Published online by Cambridge University Press: 13 February 2024
CHAUCER PRESENTS HIS audience with many puzzles, but in addition to the puzzles he intends, we encounter many that are unintended, some of them the result of information simply left out because it was unnecessary for his fourteenth-century audience. Other puzzles arise from modern assumptions, misunderstandings, and mistranslations. Still others are the result of our unwillingness (or inability) to fault Chaucer himself for anything in his poetry that does not seem to make sense: Chaucer never makes a mistake. In this brief note, I will consider a number of these unintended puzzles, not with an eye to eliminating them, but in order to clarify our vision of a scene that has puzzled too many of us for too long. The floor plan of Pandarus's living quarters in book 3 of Chaucer's Troilus and Criseyde, and the subsequent placement of the two main actors of the plot on the night of their love's consummation, has been subject to more than one analysis, but so far the explanations presented have been unconvincing because they do not always square with what the text says (or doesn't say). This is not to say that there is some “key” to the questions that will open the door to some definite answers. Any attempt to present a reasonable hypothesis about what Pandarus is up to will involve some speculation. Chaucer is evidently not interested primarily in the clarity of Pandarus's presentation (3. 659–72), still less in any kind of realism, but rather in its effectiveness in aiding Pandarus to carry out his plan for serving his friend Troilus. Nor is Chaucer required to satisfy our expectations. The best a reader can do, then, is to use what we do know to throw some light on what we do not know, what we think we know, what we are not sure we know—while being cautious not to put undue weight on scattered details that might not bear it.
To begin with Pandarus himself, it would be useful to look at him from an angle not often reflected in the literature about the poem. Pandarus is a wealthy Trojan aristocrat and Pandarus's Troy is Chaucer's version of fourteenth-century London (or perhaps some other European city Chaucer had visited).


EXERCISE DESCRIPTION: Take the data below and extract the lines from the one with "Image is 411x569 pixels." to the one with "Image is 644x301 pixels.", inclusive, exactly as written.

DATA:
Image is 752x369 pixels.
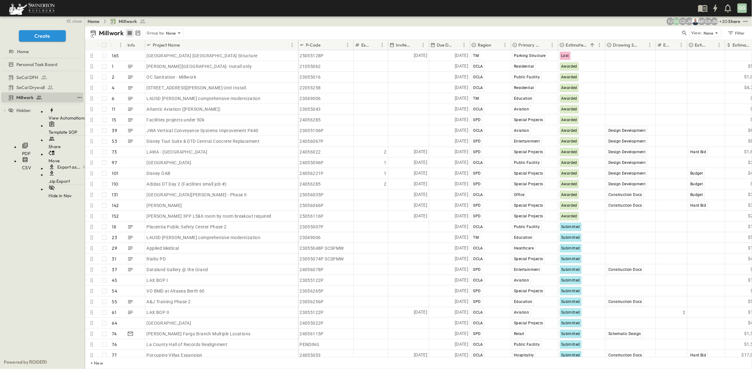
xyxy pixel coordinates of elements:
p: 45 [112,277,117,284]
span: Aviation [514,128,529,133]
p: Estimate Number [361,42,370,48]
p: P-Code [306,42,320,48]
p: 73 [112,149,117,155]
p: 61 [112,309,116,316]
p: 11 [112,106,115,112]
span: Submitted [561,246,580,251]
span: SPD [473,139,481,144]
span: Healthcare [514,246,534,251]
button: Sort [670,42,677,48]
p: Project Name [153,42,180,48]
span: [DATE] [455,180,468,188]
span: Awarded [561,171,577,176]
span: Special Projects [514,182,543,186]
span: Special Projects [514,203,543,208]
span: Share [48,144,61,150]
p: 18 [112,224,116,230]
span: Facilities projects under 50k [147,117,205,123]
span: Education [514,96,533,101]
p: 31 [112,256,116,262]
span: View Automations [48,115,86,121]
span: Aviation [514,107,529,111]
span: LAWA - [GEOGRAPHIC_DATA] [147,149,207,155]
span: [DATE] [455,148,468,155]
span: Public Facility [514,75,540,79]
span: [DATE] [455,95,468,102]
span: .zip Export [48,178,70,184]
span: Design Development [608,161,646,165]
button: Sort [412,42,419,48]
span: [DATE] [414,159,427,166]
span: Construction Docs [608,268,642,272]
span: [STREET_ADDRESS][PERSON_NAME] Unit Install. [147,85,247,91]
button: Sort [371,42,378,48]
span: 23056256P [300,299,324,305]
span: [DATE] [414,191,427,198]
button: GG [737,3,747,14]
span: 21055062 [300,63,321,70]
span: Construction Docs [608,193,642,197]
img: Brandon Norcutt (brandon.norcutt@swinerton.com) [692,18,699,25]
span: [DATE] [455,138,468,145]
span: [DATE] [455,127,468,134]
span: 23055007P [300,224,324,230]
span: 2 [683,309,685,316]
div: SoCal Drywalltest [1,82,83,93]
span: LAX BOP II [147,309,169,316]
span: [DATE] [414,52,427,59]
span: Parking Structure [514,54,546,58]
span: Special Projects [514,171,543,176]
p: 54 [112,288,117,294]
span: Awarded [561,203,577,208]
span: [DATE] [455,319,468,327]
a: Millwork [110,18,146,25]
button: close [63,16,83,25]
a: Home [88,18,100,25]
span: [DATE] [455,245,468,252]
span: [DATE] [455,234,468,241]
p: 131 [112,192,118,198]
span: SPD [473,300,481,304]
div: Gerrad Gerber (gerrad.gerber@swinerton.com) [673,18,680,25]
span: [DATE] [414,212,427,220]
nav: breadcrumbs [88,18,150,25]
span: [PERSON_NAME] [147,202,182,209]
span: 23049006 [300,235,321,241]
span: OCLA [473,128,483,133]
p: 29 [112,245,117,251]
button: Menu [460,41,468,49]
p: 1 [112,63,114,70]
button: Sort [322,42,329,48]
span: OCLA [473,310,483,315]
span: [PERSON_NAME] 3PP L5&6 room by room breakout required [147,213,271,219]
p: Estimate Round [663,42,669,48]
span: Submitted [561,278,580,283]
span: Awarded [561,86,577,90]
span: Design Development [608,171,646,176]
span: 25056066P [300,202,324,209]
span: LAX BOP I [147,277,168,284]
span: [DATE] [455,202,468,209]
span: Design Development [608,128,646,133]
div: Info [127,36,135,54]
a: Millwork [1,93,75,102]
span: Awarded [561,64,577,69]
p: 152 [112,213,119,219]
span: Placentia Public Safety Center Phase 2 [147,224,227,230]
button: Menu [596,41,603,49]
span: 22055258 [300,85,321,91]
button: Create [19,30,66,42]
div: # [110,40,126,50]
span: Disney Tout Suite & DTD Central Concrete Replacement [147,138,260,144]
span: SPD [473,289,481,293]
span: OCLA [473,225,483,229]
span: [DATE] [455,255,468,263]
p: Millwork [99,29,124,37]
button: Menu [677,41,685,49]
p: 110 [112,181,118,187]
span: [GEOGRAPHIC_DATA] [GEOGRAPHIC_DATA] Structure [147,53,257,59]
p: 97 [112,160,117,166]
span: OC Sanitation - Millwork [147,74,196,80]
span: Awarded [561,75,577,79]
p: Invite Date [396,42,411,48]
* * *
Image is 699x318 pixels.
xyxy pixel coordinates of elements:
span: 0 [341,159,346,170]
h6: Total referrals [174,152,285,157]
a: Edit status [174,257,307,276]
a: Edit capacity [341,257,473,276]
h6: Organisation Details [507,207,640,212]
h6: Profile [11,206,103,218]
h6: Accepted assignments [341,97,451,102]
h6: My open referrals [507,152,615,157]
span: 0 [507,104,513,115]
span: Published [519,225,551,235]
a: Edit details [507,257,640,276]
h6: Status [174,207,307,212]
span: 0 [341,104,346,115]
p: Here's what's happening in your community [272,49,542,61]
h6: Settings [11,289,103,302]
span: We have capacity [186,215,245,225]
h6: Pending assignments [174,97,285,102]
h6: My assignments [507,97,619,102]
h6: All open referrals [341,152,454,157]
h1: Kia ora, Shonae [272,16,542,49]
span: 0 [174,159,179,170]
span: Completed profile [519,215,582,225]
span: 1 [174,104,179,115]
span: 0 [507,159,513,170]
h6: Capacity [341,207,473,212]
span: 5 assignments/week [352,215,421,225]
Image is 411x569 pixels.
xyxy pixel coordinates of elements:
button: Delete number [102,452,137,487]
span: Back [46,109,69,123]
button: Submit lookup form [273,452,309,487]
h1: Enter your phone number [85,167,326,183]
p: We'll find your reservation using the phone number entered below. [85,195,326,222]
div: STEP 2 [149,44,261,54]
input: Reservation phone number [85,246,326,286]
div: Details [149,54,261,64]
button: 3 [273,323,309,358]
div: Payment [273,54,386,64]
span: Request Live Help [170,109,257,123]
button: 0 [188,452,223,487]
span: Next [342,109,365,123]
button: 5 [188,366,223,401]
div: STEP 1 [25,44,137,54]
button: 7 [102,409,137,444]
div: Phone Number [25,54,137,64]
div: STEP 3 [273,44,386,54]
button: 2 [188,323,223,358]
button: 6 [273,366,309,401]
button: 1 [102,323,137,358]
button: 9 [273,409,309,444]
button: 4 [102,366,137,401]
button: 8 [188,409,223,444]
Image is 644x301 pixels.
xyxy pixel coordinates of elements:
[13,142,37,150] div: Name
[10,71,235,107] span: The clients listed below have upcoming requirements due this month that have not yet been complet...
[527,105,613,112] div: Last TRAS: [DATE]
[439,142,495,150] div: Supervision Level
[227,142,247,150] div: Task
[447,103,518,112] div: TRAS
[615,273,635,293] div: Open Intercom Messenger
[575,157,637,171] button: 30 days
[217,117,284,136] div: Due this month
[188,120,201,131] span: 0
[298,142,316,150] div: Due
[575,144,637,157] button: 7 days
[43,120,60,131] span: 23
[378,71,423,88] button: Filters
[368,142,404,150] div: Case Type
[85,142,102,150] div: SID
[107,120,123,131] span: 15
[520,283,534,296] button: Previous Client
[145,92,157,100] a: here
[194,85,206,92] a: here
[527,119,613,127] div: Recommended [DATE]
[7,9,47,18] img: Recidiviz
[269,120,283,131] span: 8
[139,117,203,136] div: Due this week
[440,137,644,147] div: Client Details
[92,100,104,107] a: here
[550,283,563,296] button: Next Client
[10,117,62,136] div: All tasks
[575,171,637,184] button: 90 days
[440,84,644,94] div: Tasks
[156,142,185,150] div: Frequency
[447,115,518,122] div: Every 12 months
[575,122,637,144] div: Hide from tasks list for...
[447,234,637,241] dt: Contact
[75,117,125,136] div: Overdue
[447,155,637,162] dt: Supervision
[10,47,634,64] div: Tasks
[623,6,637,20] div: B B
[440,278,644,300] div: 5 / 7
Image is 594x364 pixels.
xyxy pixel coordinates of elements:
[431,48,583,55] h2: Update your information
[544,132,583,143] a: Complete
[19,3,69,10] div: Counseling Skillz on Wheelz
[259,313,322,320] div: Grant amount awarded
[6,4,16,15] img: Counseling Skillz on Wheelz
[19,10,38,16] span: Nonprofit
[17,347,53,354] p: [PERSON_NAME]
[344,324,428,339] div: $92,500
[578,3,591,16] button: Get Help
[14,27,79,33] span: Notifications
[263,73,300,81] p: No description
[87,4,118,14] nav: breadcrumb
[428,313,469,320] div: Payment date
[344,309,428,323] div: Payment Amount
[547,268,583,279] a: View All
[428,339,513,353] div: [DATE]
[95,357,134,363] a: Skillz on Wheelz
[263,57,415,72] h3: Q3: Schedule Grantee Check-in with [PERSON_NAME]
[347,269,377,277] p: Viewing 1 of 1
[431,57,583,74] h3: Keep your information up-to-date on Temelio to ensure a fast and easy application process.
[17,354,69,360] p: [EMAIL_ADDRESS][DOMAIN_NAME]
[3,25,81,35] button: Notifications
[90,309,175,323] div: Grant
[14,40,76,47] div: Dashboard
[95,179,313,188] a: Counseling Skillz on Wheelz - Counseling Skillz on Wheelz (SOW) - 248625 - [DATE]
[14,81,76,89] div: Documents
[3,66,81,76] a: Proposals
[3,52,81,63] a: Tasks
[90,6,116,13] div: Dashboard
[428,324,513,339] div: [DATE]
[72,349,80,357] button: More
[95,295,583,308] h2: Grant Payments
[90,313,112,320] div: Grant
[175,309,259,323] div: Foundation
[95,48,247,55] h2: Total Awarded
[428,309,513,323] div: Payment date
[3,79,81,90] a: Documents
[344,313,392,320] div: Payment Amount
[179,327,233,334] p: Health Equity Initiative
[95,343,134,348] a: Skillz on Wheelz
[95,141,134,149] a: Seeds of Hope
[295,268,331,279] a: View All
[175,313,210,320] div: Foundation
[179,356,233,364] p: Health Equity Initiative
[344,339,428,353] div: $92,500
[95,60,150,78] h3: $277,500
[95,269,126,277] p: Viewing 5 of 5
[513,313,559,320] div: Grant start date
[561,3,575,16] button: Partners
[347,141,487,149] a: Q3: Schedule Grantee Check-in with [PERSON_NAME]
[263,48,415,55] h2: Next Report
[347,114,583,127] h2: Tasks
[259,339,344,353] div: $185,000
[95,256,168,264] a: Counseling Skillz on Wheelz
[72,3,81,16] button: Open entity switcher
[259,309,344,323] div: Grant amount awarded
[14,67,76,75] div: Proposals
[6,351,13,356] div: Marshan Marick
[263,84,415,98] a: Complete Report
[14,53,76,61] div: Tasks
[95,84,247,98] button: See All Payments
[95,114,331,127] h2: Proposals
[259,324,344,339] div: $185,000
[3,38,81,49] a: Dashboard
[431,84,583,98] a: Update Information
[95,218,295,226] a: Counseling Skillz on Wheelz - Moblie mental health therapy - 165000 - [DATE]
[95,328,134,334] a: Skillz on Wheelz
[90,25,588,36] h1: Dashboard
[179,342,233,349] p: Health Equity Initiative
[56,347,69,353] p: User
==
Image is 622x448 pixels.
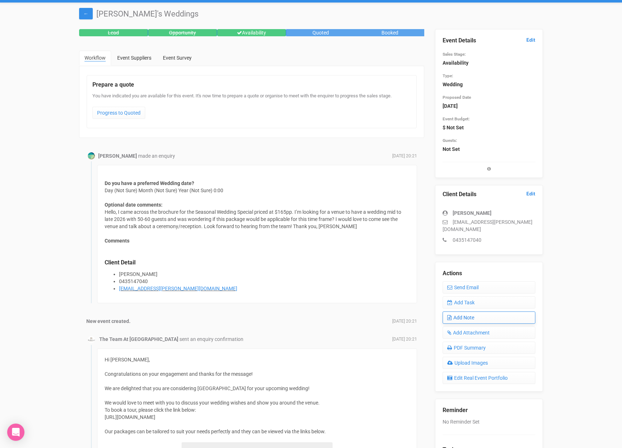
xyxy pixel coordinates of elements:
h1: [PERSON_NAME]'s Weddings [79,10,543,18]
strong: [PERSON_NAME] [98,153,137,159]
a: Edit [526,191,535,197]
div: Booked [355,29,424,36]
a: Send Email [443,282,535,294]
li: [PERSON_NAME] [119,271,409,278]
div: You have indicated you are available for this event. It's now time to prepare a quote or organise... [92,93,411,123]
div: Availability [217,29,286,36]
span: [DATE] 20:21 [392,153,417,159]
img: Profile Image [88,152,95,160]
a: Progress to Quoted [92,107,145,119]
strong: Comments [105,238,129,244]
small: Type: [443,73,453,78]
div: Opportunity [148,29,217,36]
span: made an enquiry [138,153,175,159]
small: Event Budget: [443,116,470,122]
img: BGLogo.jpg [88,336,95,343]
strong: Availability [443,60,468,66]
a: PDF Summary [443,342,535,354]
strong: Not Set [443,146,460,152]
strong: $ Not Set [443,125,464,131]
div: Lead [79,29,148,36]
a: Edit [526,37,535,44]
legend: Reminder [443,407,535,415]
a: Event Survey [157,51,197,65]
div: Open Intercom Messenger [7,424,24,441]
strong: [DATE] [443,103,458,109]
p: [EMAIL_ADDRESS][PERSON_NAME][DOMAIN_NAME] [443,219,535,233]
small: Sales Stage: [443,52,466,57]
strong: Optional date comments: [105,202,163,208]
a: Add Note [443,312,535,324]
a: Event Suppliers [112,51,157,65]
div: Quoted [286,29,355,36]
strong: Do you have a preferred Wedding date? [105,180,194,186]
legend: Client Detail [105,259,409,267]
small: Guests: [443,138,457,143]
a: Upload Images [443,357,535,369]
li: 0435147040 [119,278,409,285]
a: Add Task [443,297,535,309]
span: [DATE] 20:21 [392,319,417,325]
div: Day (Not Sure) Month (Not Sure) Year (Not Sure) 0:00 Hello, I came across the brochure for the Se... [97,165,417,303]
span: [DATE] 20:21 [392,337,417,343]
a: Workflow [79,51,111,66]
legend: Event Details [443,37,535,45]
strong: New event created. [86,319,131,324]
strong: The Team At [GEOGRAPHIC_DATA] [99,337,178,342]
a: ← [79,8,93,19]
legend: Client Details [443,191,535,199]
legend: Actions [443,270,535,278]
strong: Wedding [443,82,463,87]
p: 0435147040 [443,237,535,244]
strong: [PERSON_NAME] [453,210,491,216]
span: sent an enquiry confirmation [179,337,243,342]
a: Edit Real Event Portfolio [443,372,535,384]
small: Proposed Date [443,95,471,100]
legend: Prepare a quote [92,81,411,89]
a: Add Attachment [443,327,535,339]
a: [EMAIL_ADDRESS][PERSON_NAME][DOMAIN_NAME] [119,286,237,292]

RESPONSE:
Image is 411x569 pixels.
xyxy pixel coordinates of elements:
button: Delete number [102,452,137,487]
span: Back [46,109,69,123]
button: Submit lookup form [273,452,309,487]
h1: Enter your phone number [85,167,326,183]
p: We'll find your reservation using the phone number entered below. [85,195,326,222]
div: STEP 2 [149,44,261,54]
input: Reservation phone number [85,246,326,286]
div: Details [149,54,261,64]
button: 3 [273,323,309,358]
div: Payment [273,54,386,64]
span: Request Live Help [170,109,257,123]
button: 0 [188,452,223,487]
span: Next [342,109,365,123]
button: 5 [188,366,223,401]
div: STEP 1 [25,44,137,54]
button: 7 [102,409,137,444]
div: Phone Number [25,54,137,64]
div: STEP 3 [273,44,386,54]
button: 2 [188,323,223,358]
button: 6 [273,366,309,401]
button: 1 [102,323,137,358]
button: 9 [273,409,309,444]
button: 4 [102,366,137,401]
button: 8 [188,409,223,444]
Image is 644x301 pixels.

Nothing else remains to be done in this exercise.